Realness
Charlene Sinclair Fred Moten Icon Ayana Christian Michael Roberson Tourmaline
A discussion about what is at stake in the performance of realness and the practice of passing, and how they are both acts of survival and resistance.
Arika have been creating events since 2001. The Archive is space to share the documentation of our work, over 600 events from the past 20 years. Browse the archive by event, artists and collections, explore using theme pairs, or use the index for a comprehensive overview.
A discussion about what is at stake in the performance of realness and the practice of passing, and how they are both acts of survival and resistance.
Investigate film as language, via the language of film reduced to the basic units of film and language. A film as text in which each frame is a single word.
Out holler/ howl of English pukenoise posterboys exploded by incessant insect chatter of Northern fug dweller.
A historical narrative of the black and latino/a transgender, bisexual, lesbian, and gay House and Ballroom Scene in relation to its artistic practices.
With Taku we’ll carry out some simple proposals for doing almost nothing, for re-thinking sound with whatever comes to hand.
A festival hewn from passions for experimental music, film and visual art and for a passion in figuring out how they can relate to, cross-fertilise and inspire and each other.
A collaboration bringing together artists with a shared gravitational heft to their work; an intense and concentrated accumulation of detail and power.
Loïc and Marc are proposing a series of investigations into the tension between improvisation and recording and how it can be used to engage with different spaces and environments around Dundee
No Wave, damaged garage jams and crazed instant vocal shrieks.
Taking a scalpel to the relationship between performer and audience: cutting something out to see what’s left, a drastic subtraction and shift of emphasis.
Includes: street portraits of kids in 1930’s Dakota, a mysterious foggy pilgrimage, a swarm of time-lapsed consumers, a stereoscopic analysis of mill life, up close and personal in a Lighting Bolt mosh pit.
Ian and Gil will host a discussion on the Argument project’s social and political commentaries, and with you try and maybe think through whether and how they might still have some currency today: what’s changed and what’s stayed the same?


* [Work item]: Transcribe all of the records, leaving out any pictures.

----

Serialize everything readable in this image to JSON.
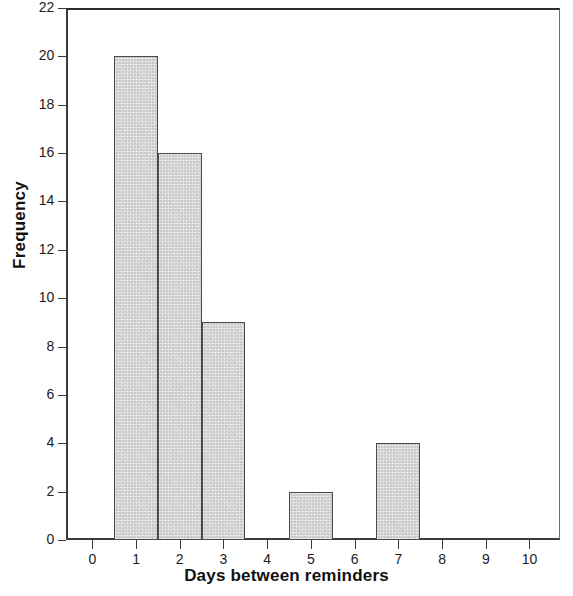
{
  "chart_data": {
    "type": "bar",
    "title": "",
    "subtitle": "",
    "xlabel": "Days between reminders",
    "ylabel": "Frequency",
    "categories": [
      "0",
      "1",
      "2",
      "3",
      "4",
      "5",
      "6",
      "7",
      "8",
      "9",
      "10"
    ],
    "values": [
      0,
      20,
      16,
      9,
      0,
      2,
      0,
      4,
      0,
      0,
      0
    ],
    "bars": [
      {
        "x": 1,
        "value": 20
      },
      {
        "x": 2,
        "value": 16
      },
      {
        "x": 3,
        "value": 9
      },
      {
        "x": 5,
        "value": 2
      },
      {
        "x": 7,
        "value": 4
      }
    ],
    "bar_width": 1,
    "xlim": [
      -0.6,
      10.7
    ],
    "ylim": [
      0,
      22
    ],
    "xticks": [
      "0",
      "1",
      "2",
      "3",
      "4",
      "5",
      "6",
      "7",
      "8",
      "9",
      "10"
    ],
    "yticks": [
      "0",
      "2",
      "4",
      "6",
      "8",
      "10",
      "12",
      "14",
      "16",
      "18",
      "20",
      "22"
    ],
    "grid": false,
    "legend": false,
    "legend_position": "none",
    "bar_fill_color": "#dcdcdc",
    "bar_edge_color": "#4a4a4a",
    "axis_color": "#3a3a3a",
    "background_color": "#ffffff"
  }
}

----

* [Solution for this problem]:
Serialize everything readable in this image to JSON.
{
  "chart_data": {
    "type": "bar",
    "title": "",
    "subtitle": "",
    "xlabel": "Days between reminders",
    "ylabel": "Frequency",
    "categories": [
      "0",
      "1",
      "2",
      "3",
      "4",
      "5",
      "6",
      "7",
      "8",
      "9",
      "10"
    ],
    "values": [
      0,
      20,
      16,
      9,
      0,
      2,
      0,
      4,
      0,
      0,
      0
    ],
    "bars": [
      {
        "x": 1,
        "value": 20
      },
      {
        "x": 2,
        "value": 16
      },
      {
        "x": 3,
        "value": 9
      },
      {
        "x": 5,
        "value": 2
      },
      {
        "x": 7,
        "value": 4
      }
    ],
    "bar_width": 1,
    "xlim": [
      -0.6,
      10.7
    ],
    "ylim": [
      0,
      22
    ],
    "xticks": [
      "0",
      "1",
      "2",
      "3",
      "4",
      "5",
      "6",
      "7",
      "8",
      "9",
      "10"
    ],
    "yticks": [
      "0",
      "2",
      "4",
      "6",
      "8",
      "10",
      "12",
      "14",
      "16",
      "18",
      "20",
      "22"
    ],
    "grid": false,
    "legend": false,
    "legend_position": "none",
    "bar_fill_color": "#dcdcdc",
    "bar_edge_color": "#4a4a4a",
    "axis_color": "#3a3a3a",
    "background_color": "#ffffff"
  }
}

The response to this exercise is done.